Following the issuance of the two warrants and the installation of the GPS tracking devices on both vehicles, law enforcement surveilled both vehicles—the black Volvo and the Acura—intermittently for the next thirteen days. During the surveillance, the cars were observed passing several banks in the area, and slowing down in front of each bank as they passed. In addition, law enforcement reported that during their surveillance of the vehicles, in several incidents, Patterson was seen as a passenger, turning his head toward the bank as the vehicle he was in at the time passed.

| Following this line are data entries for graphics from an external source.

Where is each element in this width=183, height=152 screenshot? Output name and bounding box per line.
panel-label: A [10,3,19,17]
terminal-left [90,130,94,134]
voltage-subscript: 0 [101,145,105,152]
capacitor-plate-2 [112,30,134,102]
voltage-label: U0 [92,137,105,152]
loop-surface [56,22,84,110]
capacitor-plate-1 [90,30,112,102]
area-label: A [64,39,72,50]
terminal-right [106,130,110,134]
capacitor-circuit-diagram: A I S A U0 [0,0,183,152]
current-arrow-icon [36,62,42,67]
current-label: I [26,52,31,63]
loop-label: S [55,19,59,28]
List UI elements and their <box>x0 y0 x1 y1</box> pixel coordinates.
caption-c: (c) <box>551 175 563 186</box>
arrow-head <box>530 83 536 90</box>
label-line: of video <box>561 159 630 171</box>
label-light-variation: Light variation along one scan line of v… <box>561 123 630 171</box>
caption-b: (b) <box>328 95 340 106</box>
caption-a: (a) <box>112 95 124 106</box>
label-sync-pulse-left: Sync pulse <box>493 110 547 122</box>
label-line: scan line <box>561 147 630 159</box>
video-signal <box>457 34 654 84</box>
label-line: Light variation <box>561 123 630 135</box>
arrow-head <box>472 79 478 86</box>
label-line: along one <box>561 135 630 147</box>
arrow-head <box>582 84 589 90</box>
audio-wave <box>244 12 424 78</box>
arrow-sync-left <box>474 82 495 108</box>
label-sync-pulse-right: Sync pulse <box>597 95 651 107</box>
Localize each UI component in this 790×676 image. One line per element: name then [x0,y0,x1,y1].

On August 4, 2014, FBI agents watched one of these vehicles—with Patterson in it as a passenger—again drive slowly past a number of banks before finally pulling into a parking: lot near a bank. The agents observed Patterson change clothes in his vehicle and emerge dressed in dark pants, a dark sweatshirt, a' hat, sunglasses, and clear, gloves. The ágents then saw him begin walking toward the nearby bank, before he turned and began walking back toward the car.

At that point, a Special Weapons and Tactics team from the FBI arrested Patterson. As Patterson raised his hands on the command of the FBI agents, a black BB gun fell from Patterson’s person to the ground. After being given a Miranda warning, see Miranda v. Arizona, 384 U.S. 436, 444, 86 S.Ct. 1602, 16 L.Ed.2d 694 (1966), Patterson made statements to the police.

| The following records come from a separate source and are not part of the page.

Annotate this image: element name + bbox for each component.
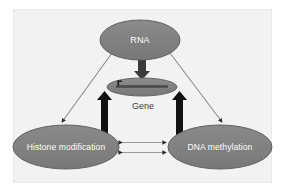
node-dna-methylation[interactable] (168, 125, 272, 169)
diagram-graphic (0, 0, 289, 191)
node-rna[interactable] (100, 20, 180, 60)
figure-canvas: RNA Gene Histone modification DNA methyl… (0, 0, 289, 191)
edge-rna-to-gene (134, 60, 150, 80)
node-label-gene: Gene (113, 101, 173, 111)
node-histone-modification[interactable] (13, 125, 119, 169)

On December 4, 2014, Patterson Was indicted in the United States District Court for the District of Massachusetts on five counts of-bank robbery in violation of 18 U.S.C. § 2113(a) and one count of attempted bank robbery in violation of 18 U.S.C. § 2113(a), all committed while on supervised release in violation of 18 U.S.C. § 3147. Prior to trial, Patterson filed a motion for a Franks hearing to challenge the state court warrants for the installation of GPS tracking devices on the black Volvo and the Acura on the ground that the affidavits supporting each warrant application contained an erroneous statement by relating that the Volvo seen “in the area” of the fifth robbery was a black Volvo that had the license plate number 353PY1.

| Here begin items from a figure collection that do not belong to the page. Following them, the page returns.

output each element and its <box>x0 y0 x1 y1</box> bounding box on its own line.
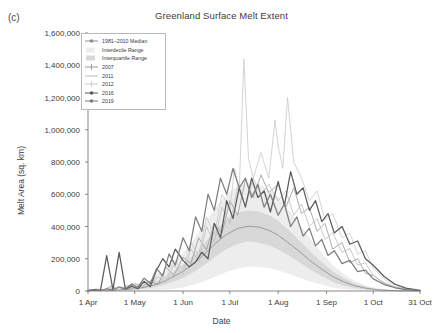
legend-item: 2007 <box>84 63 162 72</box>
y-tick-label: 200,000 <box>18 254 80 263</box>
legend-item: Interdecile Range <box>84 46 162 55</box>
legend-line-dot-icon <box>84 89 100 97</box>
legend-line-dot-icon <box>84 37 100 45</box>
y-tick-label: 0 <box>18 287 80 296</box>
x-tick-label: 1 Oct <box>348 298 398 307</box>
legend-line-icon <box>84 72 100 80</box>
legend-label: 1981–2010 Median <box>102 37 147 45</box>
legend-label: Interdecile Range <box>102 46 144 54</box>
legend-swatch-icon <box>84 46 100 54</box>
figure-panel: (c) Greenland Surface Melt Extent Melt A… <box>0 0 443 333</box>
legend-label: 2007 <box>102 63 114 71</box>
legend-line-dot-icon <box>84 97 100 105</box>
legend-item: Interquartile Range <box>84 54 162 63</box>
legend-item: 1981–2010 Median <box>84 37 162 46</box>
legend-label: 2016 <box>102 89 114 97</box>
x-tick-label: 1 Aug <box>253 298 303 307</box>
x-tick-label: 1 Jul <box>205 298 255 307</box>
y-tick-label: 800,000 <box>18 158 80 167</box>
x-tick-label: 1 May <box>110 298 160 307</box>
x-tick-label: 1 Jun <box>158 298 208 307</box>
y-tick-label: 1,400,000 <box>18 61 80 70</box>
x-axis-label: Date <box>0 316 443 326</box>
legend-label: 2019 <box>102 97 114 105</box>
y-tick-label: 1,600,000 <box>18 29 80 38</box>
legend-swatch-icon <box>84 54 100 62</box>
y-axis-label: Melt Area (sq. km) <box>16 146 26 215</box>
y-tick-label: 600,000 <box>18 190 80 199</box>
y-tick-label: 400,000 <box>18 222 80 231</box>
legend-label: 2012 <box>102 80 114 88</box>
x-tick-label: 1 Sep <box>301 298 351 307</box>
legend-item: 2019 <box>84 97 162 106</box>
x-tick-label: 1 Apr <box>63 298 113 307</box>
chart-legend: 1981–2010 MedianInterdecile RangeInterqu… <box>81 33 166 110</box>
legend-item: 2011 <box>84 71 162 80</box>
legend-line-plus-icon <box>84 80 100 88</box>
melt-extent-line-chart <box>0 0 443 333</box>
legend-label: 2011 <box>102 72 113 80</box>
legend-label: Interquartile Range <box>102 54 147 62</box>
legend-line-plus-icon <box>84 63 100 71</box>
legend-item: 2016 <box>84 89 162 98</box>
y-tick-label: 1,000,000 <box>18 125 80 134</box>
x-tick-label: 31 Oct <box>395 298 443 307</box>
y-tick-label: 1,200,000 <box>18 93 80 102</box>
legend-item: 2012 <box>84 80 162 89</box>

The District Court concluded that the “affidavit [was] not a shining example of attention to detail” and contained an “erroneous” statement, given that the only Volvo reportedly seen at the site of the fifth bank robbery was green and was not identified as having that license plate number and that the black Volvo with that license plate was reportedly seen four miles away and some thirty to forty minutes before the fifth robbery occurred.